THE PROBLEM
Your answer must be the exact lines from the one holding "Describe the element at coordinates (708, 25)" through the last line of the records below, with no pictures.

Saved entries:

-=-=-=-=-

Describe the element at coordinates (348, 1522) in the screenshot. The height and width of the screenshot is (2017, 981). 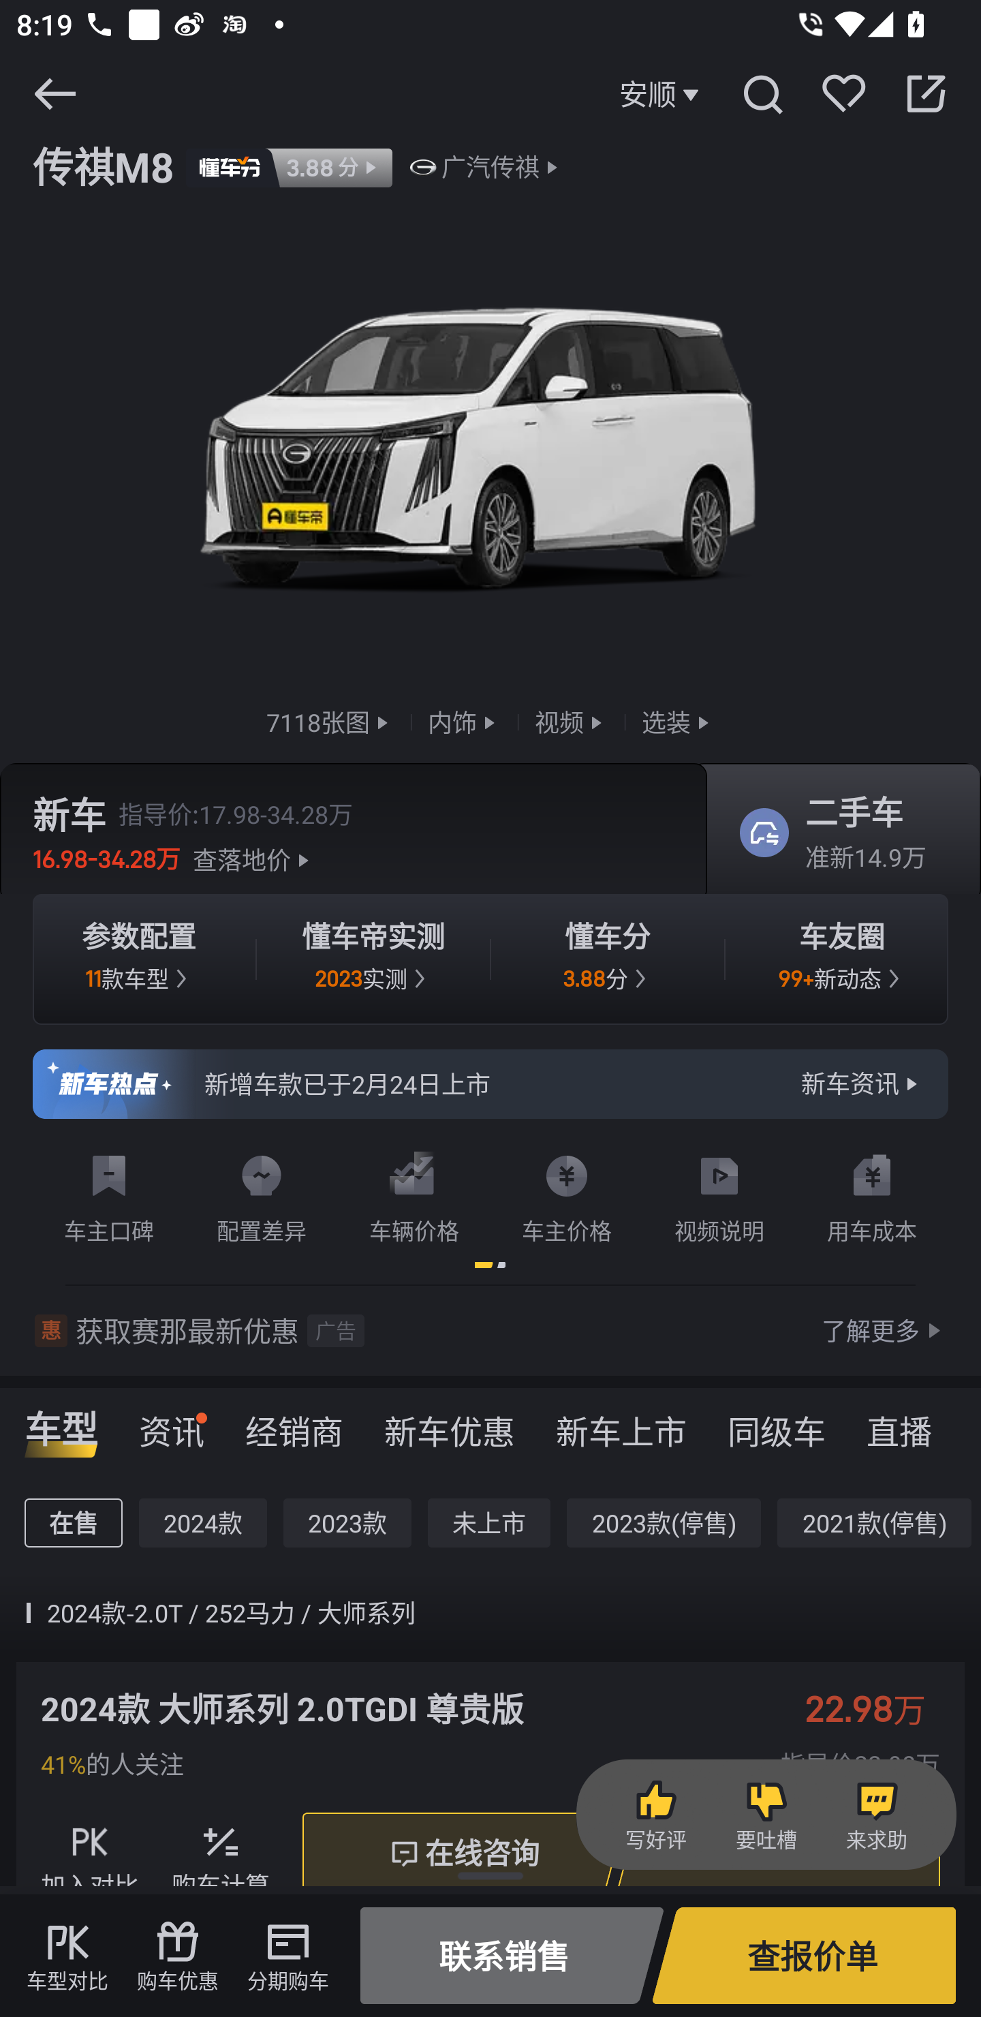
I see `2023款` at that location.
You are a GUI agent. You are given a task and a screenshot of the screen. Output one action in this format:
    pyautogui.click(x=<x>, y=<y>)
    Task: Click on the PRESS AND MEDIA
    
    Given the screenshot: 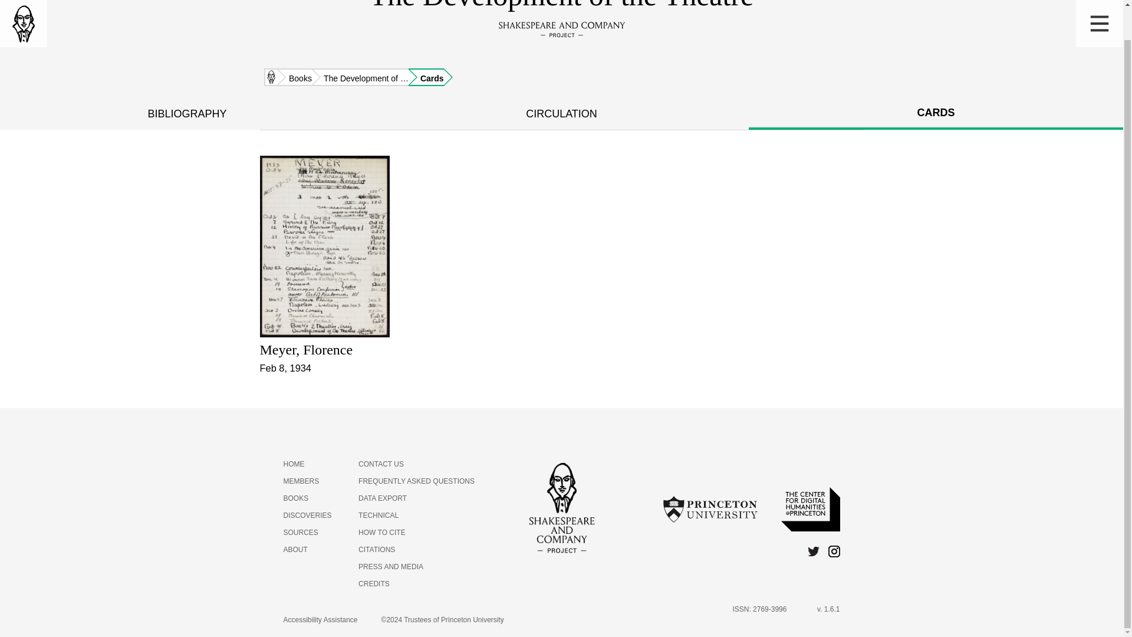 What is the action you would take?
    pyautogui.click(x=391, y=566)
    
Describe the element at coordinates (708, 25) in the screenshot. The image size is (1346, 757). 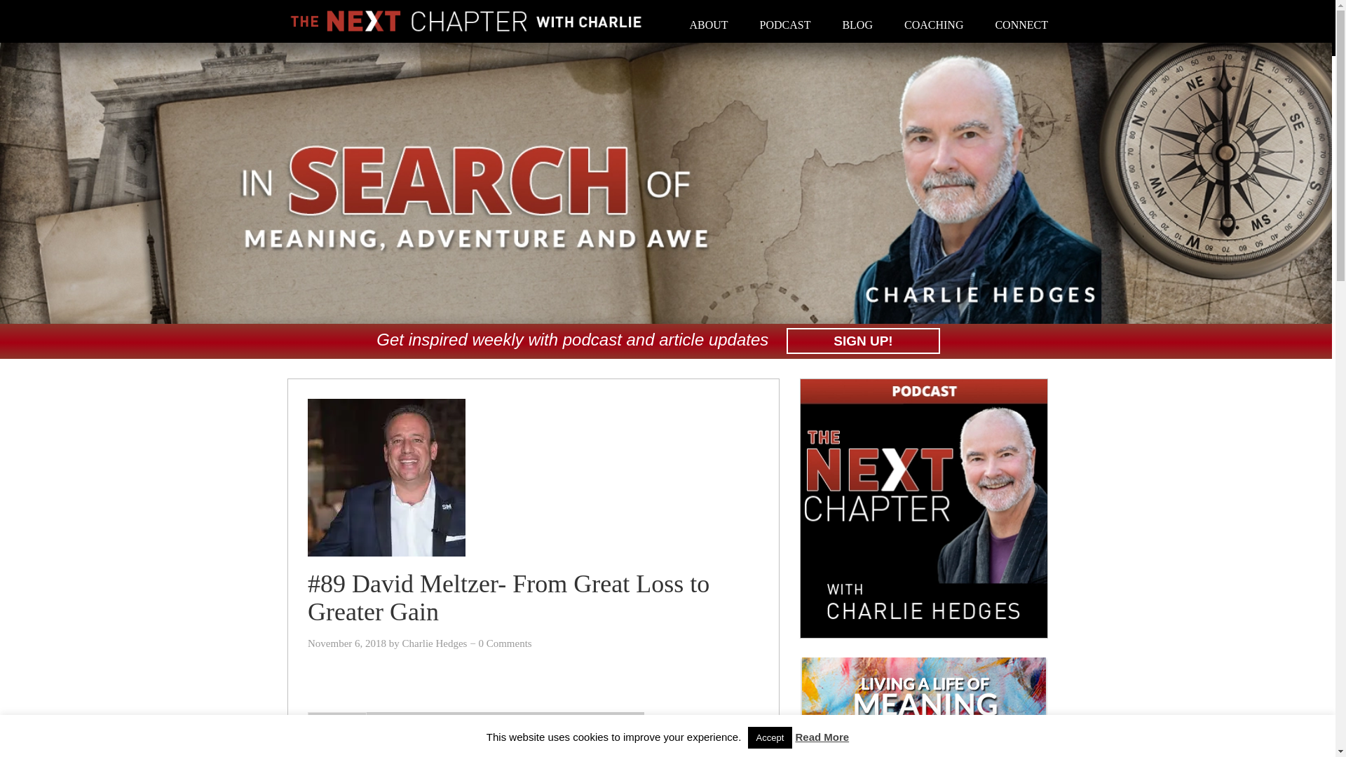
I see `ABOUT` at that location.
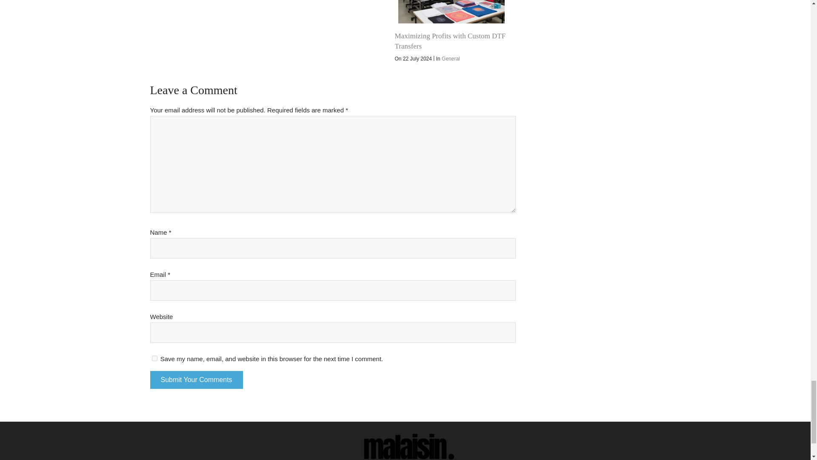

-=-=-=-=-

TASK RESPONSE
Describe the element at coordinates (708, 25) in the screenshot. The image size is (1346, 757). 
I see `ABOUT` at that location.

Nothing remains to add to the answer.